A description, not a destiny

But we are not our symptoms. We are not our behaviors. We are not the worst season of our lives. And we are certainly not our labels.

A label can explain; it should not imprison. A diagnosis can guide; it should not reduce. Pain can be treated, but it also needs to be listened to.

So perhaps the most important question is not only, “What is wrong with me?” Sometimes the more honest, more healing question is: What happened? What have I not grieved? What am I carrying that no one has ever helped me set down? What part of me is asking to be seen?

Sitting with people, not fixing them

This is the territory I have come to love in coaching, and it is the same instinct that grief asks of all of us. A good coach does not rush to diagnose or repair. They get curious. They ask what happened, and what it meant, and what is being carried. They make room for the story before reaching for a solution, because the most human thing we can offer another person is not a fix, but the experience of being truly accompanied.

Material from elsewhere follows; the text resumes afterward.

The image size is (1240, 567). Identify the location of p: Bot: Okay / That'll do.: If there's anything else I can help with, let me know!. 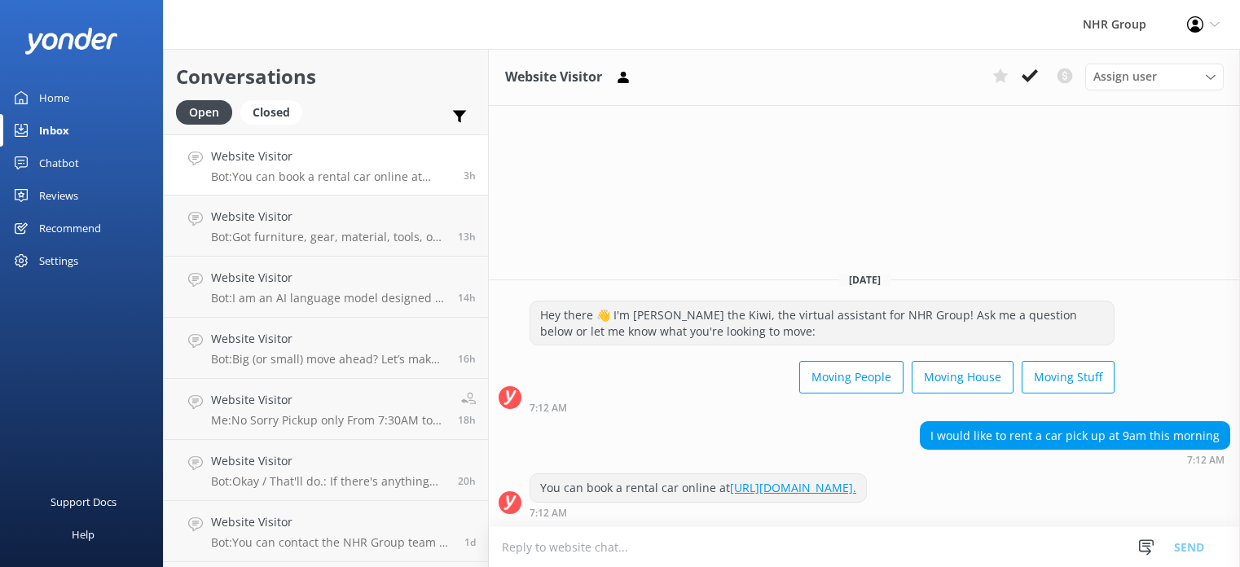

There is a world of difference between fixing a person and understanding a person. One treats the human being as a problem to be solved. The other treats them as a story to be heard. Grief has taught me, again, that people rarely need to be fixed. They need to be met.

And maybe that is where healing actually begins. Not in denying diagnosis. Not in romanticizing suffering or pretending that pain is always poetic. But in remembering that behind every label there is a life. A story. A wound. A longing. A human being who is more than the name we have given their pain.

We do not have to choose between honoring medicine and honoring the person. The best care holds both. It offers the relief of a name and the dignity of being truly known. It says, in effect: Yes, let’s understand what is happening to you. And also, let’s not forget who you are underneath it.

Because in the end, a person is never a diagnosis walking around in a body. They are a whole life, much of it unspoken, asking, sometimes through symptoms and sometimes through silence, to be met with curiosity instead of conclusions.

This week, I am not a man with a set of symptoms. I am someone who loved, and lost, and is learning how to carry it. That is not a disorder. It is what it means to have a heart.

We are not our labels. We never were.

A note on intent: I write here as a coach, not as a clinician, and nothing in this piece is intended as mental health advice or a substitute for professional diagnosis or treatment. Coaching and therapy are distinct. If you are struggling with your mental health, please reach out to a qualified mental health professional.